HIVR4P has a real commitment, not only to ensuring that researchers and advocates from resource-poor settings are present at the meeting, but also to ensuring that their voices and perspectives are highlighted. That’s essential, because we don't all think the same way. Viewpoints are different, strengths are different, and everybody’s voice needs to be heard. 

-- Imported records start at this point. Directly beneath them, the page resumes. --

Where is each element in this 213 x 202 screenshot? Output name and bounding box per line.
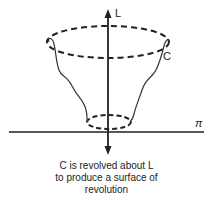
curve-label: C bbox=[163, 50, 171, 62]
bottom-circle bbox=[87, 115, 131, 129]
left-profile-curve bbox=[49, 39, 88, 123]
axis-up-arrow-icon bbox=[105, 9, 112, 18]
plane-label: π bbox=[195, 117, 202, 129]
caption-line-1: C is revolved about L bbox=[0, 160, 213, 172]
caption-line-2: to produce a surface of bbox=[0, 172, 213, 184]
axis-down-arrow-icon bbox=[105, 146, 112, 155]
axis-label: L bbox=[115, 7, 121, 19]
caption: C is revolved about L to produce a surfa… bbox=[0, 160, 213, 196]
caption-line-3: revolution bbox=[0, 184, 213, 196]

That commitment starts with the conference Program Organizing Committee, which was developed to be a true global representation of people working in this field. Every programming decision that the committee makes, from the plenaries to each breakout session, seeks to achieve that global balance of perspectives. Then there is the conference scholarship program, which will provide 300 scholarships to researchers, advocates, and journalists from resource-poor countries. Those are essential to making sure that the meeting reflects global perspectives, and to ensuring that what we learn at HIVR4P gets back out into the communities, where the theory of HIV prevention becomes reality.
MOVING PREVENTION FORWARD

Many of the leaders in the field have just returned from the Conference on Retroviruses and Opportunistic Infections (CROI) in Boston, where data on the dapivirine vaginal ring for HIV prevention, long-acting injectable HIV prevention, PrEP implementation efforts and new approaches to preventing HIV in children made global headlines. 
 
HIVR4P is the place to build on each of these developments as we take the field farther into the future of HIV prevention. Make your plans to join us at HIVR4P 2016 today!

Early bird registration rates are available now. Register to attend HIVR4P 2016 here.

BECOME A PARTNER FOR PREVENTION
Partnering for Prevention is the theme of HIVR4P 2016. HIVR4P funding partners help keep conference registration fees low, support conference scholarships for more than 300 promising early career researchers, support diverse educational programming at HIVR4P, and much more. To learn more about sponsorship opportunities, please visit our sponsor resource page.
Don't miss updates from HIVR4P 
There has never been a more dynamic, exciting, or challenging time in HIV prevention research than now. Keep on top of the news and receive planning updates from HIVR4P 2016 by signing up below at Mail Chimp or here.